Heat the butter and olive oil in a frying pan. To test it, flick a little of the flour at it. If it sizzles, it’s hot enough.

Cook the chicken in the frying pan. Flip it once. These thin pieces will cook fairly quickly. If you have any doubt whether it’s done, cut into one. Hopefully, you know what cooked chicken looks like.

Remove the chicken from the pan. Pour in about a half cup of wine. It will sizzle like mad. This is good, and it looks impressive. With a wooden spoon (if you have one), scrape the bottom of the pan. There will be bits of chicken and flour there. It needs to come up to make your sauce.

Let the wine cook for a couple of minutes. You want it to start to thicken a bit. It’s makin’ flavor, baby.

Put the chicken back in the pan. Pour the lemon juice over it and add about a palm-full of the capers. (These add a nice sharp flavor and some texture.)

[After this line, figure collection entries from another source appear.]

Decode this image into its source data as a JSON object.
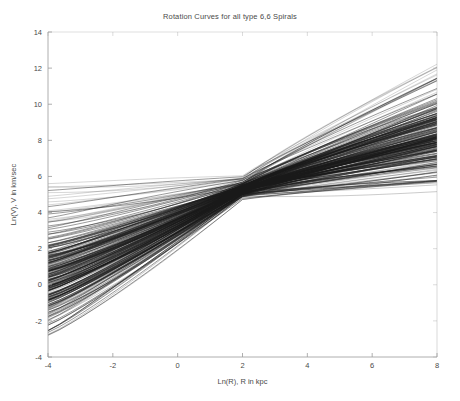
{
  "figure": {
    "title": "Rotation Curves for all type 6,6 Spirals",
    "background_color": "#ffffff",
    "axis_color": "#9a9a9a",
    "line_color": "#1a1a1a",
    "text_color": "#4a4a4a"
  },
  "chart_data": {
    "type": "line",
    "title": "Rotation Curves for all type 6,6 Spirals",
    "xlabel": "Ln(R), R in kpc",
    "ylabel": "Ln(V), V in km/sec",
    "xlim": [
      -4,
      8
    ],
    "ylim": [
      -4,
      14
    ],
    "xticks": [
      -4,
      -2,
      0,
      2,
      4,
      6,
      8
    ],
    "yticks": [
      -4,
      -2,
      0,
      2,
      4,
      6,
      8,
      10,
      12,
      14
    ],
    "xtick_labels": [
      "-4",
      "-2",
      "0",
      "2",
      "4",
      "6",
      "8"
    ],
    "ytick_labels": [
      "-4",
      "-2",
      "0",
      "2",
      "4",
      "6",
      "8",
      "10",
      "12",
      "14"
    ],
    "grid": false,
    "legend": null,
    "legend_position": "none",
    "series_count": 230,
    "pinch_point": [
      2.0,
      5.3
    ],
    "pinch_spread": 0.55,
    "left_edge_value_range": [
      -2.9,
      5.6
    ],
    "left_edge_dense_range": [
      0.2,
      5.5
    ],
    "right_edge_value_range": [
      4.6,
      12.4
    ],
    "right_edge_dense_range": [
      5.6,
      9.6
    ],
    "annotations": []
  },
  "axes": {
    "x_title": "Ln(R), R in kpc",
    "y_title": "Ln(V), V in km/sec"
  }
}
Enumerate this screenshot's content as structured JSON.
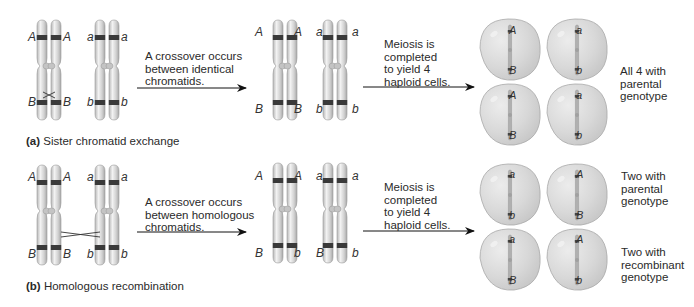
{
  "figure": {
    "colors": {
      "chromatid_fill": "#d9d9d9",
      "chromatid_highlight": "#f4f4f4",
      "chromatid_edge": "#9a9a9a",
      "band": "#3a3a3a",
      "cell_fill": "#d6d6d6",
      "cell_edge": "#a8a8a8",
      "arrow": "#111111"
    },
    "panels": [
      {
        "id": "a",
        "caption_label": "(a)",
        "caption_text": "Sister chromatid exchange",
        "step1_text": [
          "A crossover occurs",
          "between identical",
          "chromatids."
        ],
        "step2_text": [
          "Meiosis is",
          "completed",
          "to yield 4",
          "haploid cells."
        ],
        "before": {
          "pair1": {
            "top": [
              "A",
              "A"
            ],
            "bottom": [
              "B",
              "B"
            ]
          },
          "pair2": {
            "top": [
              "a",
              "a"
            ],
            "bottom": [
              "b",
              "b"
            ]
          }
        },
        "after": {
          "pair1": {
            "top": [
              "A",
              "A"
            ],
            "bottom": [
              "B",
              "B"
            ]
          },
          "pair2": {
            "top": [
              "a",
              "a"
            ],
            "bottom": [
              "b",
              "b"
            ]
          }
        },
        "cells": [
          {
            "top": "A",
            "bottom": "B"
          },
          {
            "top": "a",
            "bottom": "b"
          },
          {
            "top": "A",
            "bottom": "B"
          },
          {
            "top": "a",
            "bottom": "b"
          }
        ],
        "results": [
          {
            "lines": [
              "All 4 with",
              "parental",
              "genotype"
            ]
          }
        ]
      },
      {
        "id": "b",
        "caption_label": "(b)",
        "caption_text": "Homologous recombination",
        "step1_text": [
          "A crossover occurs",
          "between homologous",
          "chromatids."
        ],
        "step2_text": [
          "Meiosis is",
          "completed",
          "to yield 4",
          "haploid cells."
        ],
        "before": {
          "pair1": {
            "top": [
              "A",
              "A"
            ],
            "bottom": [
              "B",
              "B"
            ]
          },
          "pair2": {
            "top": [
              "a",
              "a"
            ],
            "bottom": [
              "b",
              "b"
            ]
          }
        },
        "after": {
          "pair1": {
            "top": [
              "A",
              "A"
            ],
            "bottom": [
              "B",
              "b"
            ]
          },
          "pair2": {
            "top": [
              "a",
              "a"
            ],
            "bottom": [
              "B",
              "b"
            ]
          }
        },
        "cells": [
          {
            "top": "a",
            "bottom": "b"
          },
          {
            "top": "A",
            "bottom": "B"
          },
          {
            "top": "a",
            "bottom": "B"
          },
          {
            "top": "A",
            "bottom": "b"
          }
        ],
        "results": [
          {
            "lines": [
              "Two with",
              "parental",
              "genotype"
            ]
          },
          {
            "lines": [
              "Two with",
              "recombinant",
              "genotype"
            ]
          }
        ]
      }
    ]
  }
}
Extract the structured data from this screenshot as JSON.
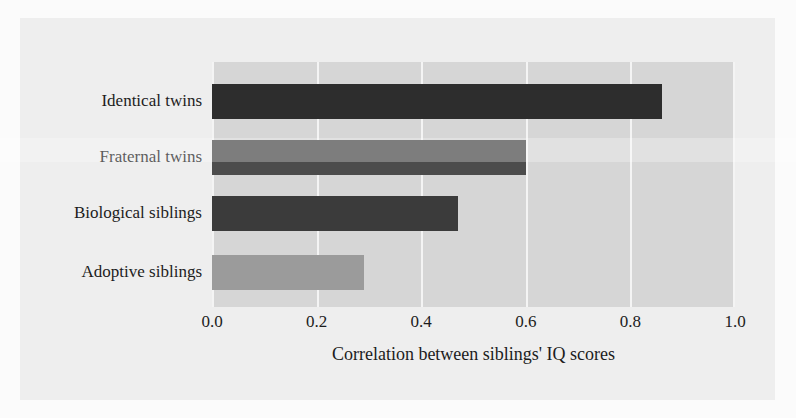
{
  "chart_data": {
    "type": "bar",
    "orientation": "horizontal",
    "title": "",
    "categories": [
      "Identical twins",
      "Fraternal twins",
      "Biological siblings",
      "Adoptive siblings"
    ],
    "values": [
      0.86,
      0.6,
      0.47,
      0.29
    ],
    "series": [
      {
        "name": "Correlation between siblings' IQ scores",
        "values": [
          0.86,
          0.6,
          0.47,
          0.29
        ]
      }
    ],
    "bar_colors": [
      "#2d2d2d",
      "#4c4c4c",
      "#3b3b3b",
      "#9b9b9b"
    ],
    "xlabel": "Correlation between siblings' IQ scores",
    "ylabel": "",
    "xlim": [
      0.0,
      1.0
    ],
    "xticks": [
      "0.0",
      "0.2",
      "0.4",
      "0.6",
      "0.8",
      "1.0"
    ],
    "xtick_values": [
      0.0,
      0.2,
      0.4,
      0.6,
      0.8,
      1.0
    ],
    "grid": "vertical",
    "gridline_color": "#f4f4f4",
    "plot_background": "#d6d6d6",
    "page_background": "#eeeeee",
    "legend": "none"
  }
}
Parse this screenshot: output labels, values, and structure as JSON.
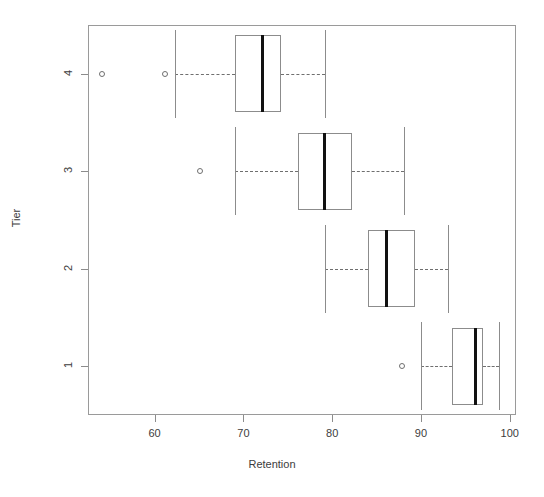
{
  "chart_data": {
    "type": "box",
    "title": "",
    "xlabel": "Retention",
    "ylabel": "Tier",
    "orientation": "horizontal",
    "xlim": [
      52.5,
      100.7
    ],
    "xticks": [
      60,
      70,
      80,
      90,
      100
    ],
    "xtick_labels": [
      "60",
      "70",
      "80",
      "90",
      "100"
    ],
    "yticks": [
      1,
      2,
      3,
      4
    ],
    "ytick_labels": [
      "1",
      "2",
      "3",
      "4"
    ],
    "y_order_top_to_bottom": [
      "4",
      "3",
      "2",
      "1"
    ],
    "grid": false,
    "legend": null,
    "boxes": [
      {
        "category": "4",
        "whisker_low": 62.3,
        "q1": 69.0,
        "median": 72.2,
        "q3": 74.2,
        "whisker_high": 79.2,
        "outliers": [
          54.1,
          61.2
        ]
      },
      {
        "category": "3",
        "whisker_low": 69.1,
        "q1": 76.1,
        "median": 79.1,
        "q3": 82.2,
        "whisker_high": 88.1,
        "outliers": [
          65.1
        ]
      },
      {
        "category": "2",
        "whisker_low": 79.2,
        "q1": 84.0,
        "median": 86.1,
        "q3": 89.3,
        "whisker_high": 93.0,
        "outliers": []
      },
      {
        "category": "1",
        "whisker_low": 90.0,
        "q1": 93.5,
        "median": 96.1,
        "q3": 97.0,
        "whisker_high": 98.8,
        "outliers": [
          87.9
        ]
      }
    ]
  }
}
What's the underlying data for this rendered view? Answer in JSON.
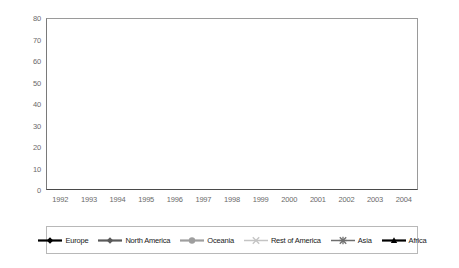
{
  "chart_data": {
    "type": "line",
    "title": "",
    "xlabel": "",
    "ylabel": "",
    "categories": [
      "1992",
      "1993",
      "1994",
      "1995",
      "1996",
      "1997",
      "1998",
      "1999",
      "2000",
      "2001",
      "2002",
      "2003",
      "2004"
    ],
    "x": [
      1992,
      1993,
      1994,
      1995,
      1996,
      1997,
      1998,
      1999,
      2000,
      2001,
      2002,
      2003,
      2004
    ],
    "ylim": [
      0,
      80
    ],
    "yticks": [
      0,
      10,
      20,
      30,
      40,
      50,
      60,
      70,
      80
    ],
    "grid": true,
    "legend_position": "bottom",
    "series": [
      {
        "name": "Europe",
        "color": "#000000",
        "marker": "diamond",
        "values": [
          1.0,
          1.3,
          2.0,
          3.0,
          5.2,
          8.0,
          13.5,
          23.0,
          36.5,
          45.5,
          51.5,
          56.5,
          71.5
        ]
      },
      {
        "name": "North America",
        "color": "#5a5a5a",
        "marker": "diamond",
        "values": [
          4.3,
          6.2,
          9.3,
          12.6,
          16.2,
          19.8,
          24.0,
          30.5,
          37.5,
          45.0,
          50.0,
          55.5,
          66.0
        ]
      },
      {
        "name": "Oceania",
        "color": "#9e9e9e",
        "marker": "circle",
        "values": [
          2.6,
          3.0,
          4.7,
          9.3,
          16.0,
          17.8,
          23.3,
          28.5,
          35.0,
          45.5,
          49.5,
          55.5,
          64.0
        ]
      },
      {
        "name": "Rest of America",
        "color": "#c4c4c4",
        "marker": "cross",
        "values": [
          0.5,
          0.7,
          1.0,
          1.4,
          1.8,
          2.4,
          3.6,
          5.6,
          8.5,
          12.5,
          16.5,
          21.5,
          30.8
        ]
      },
      {
        "name": "Asia",
        "color": "#6e6e6e",
        "marker": "asterisk",
        "values": [
          0.4,
          0.5,
          0.7,
          0.9,
          1.2,
          1.7,
          2.6,
          4.0,
          6.0,
          8.8,
          12.0,
          15.0,
          20.0
        ]
      },
      {
        "name": "Africa",
        "color": "#000000",
        "marker": "triangle",
        "values": [
          0.2,
          0.25,
          0.3,
          0.4,
          0.5,
          0.7,
          1.0,
          1.5,
          2.3,
          3.5,
          5.0,
          6.5,
          9.0
        ]
      }
    ]
  },
  "legend": {
    "items": [
      {
        "label": "Europe"
      },
      {
        "label": "North America"
      },
      {
        "label": "Oceania"
      },
      {
        "label": "Rest of America"
      },
      {
        "label": "Asia"
      },
      {
        "label": "Africa"
      }
    ]
  }
}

Shake the pan to get the sauce all over the chicken.

During all this, cook your pasta. Angel hair cooks in about a minute, so bring your water to a boil while you’re working on the chicken. While the wine sauce is cooking down, get the pasta in. Cook, drain, return to the pan. Drizzle it lightly with olive oil, then add 1 to 2 tablespoons of the cheese. Don’t overdo. Put your pasta on the plate; top with the tomatoes.

Chicken goes next to the pasta; drizzle a bit of that yummy piccatta sauce over the chicken. Make sure you get some capers on there. Can’t say enough about capers. Pour her wine first, light them candles and get romantic, mister.

Even if you have to be told when and how.

Happy Valentine’s Day.


*It didn’t last. I have no idea where that woman is. Isn’t that romantic?

**Mine went very well, probably because I didn’t have to trust a waiter to help me pull it off. That’s a bad move no matter how much you tip him.

***This entire statement is hypocritical, I know. But I’m a writer and an actor. I’m a show-off. You don’t have to be. And unless you can ring in her favorite performer as an  accomplice, your public proposal will pale in comparison to mine. Boo-yah.

****Technically it’s parmagiana, meaning “in the style/tradition of Parma.” Parma, which is also where the best prosciutto comes from. (Psst…get a quarter-pound of prosciutto and a cantaloupe. Cut cantaloupe into slices about three inches long. Wrap them with the prosciutto. Plate and serve. Ta-da, you just made a fancy-ass appetizer. She should be suitably impressed by this.

*****Or you could put the pieces between two sheets of wax paper and pound them to with hammer to flatten them out. This is more the traditional way to do it, but if you’re not confident in the kitchen, don’t do it. If you do, however, please refrain from making “beating my meat” jokes. Not romantic in any way.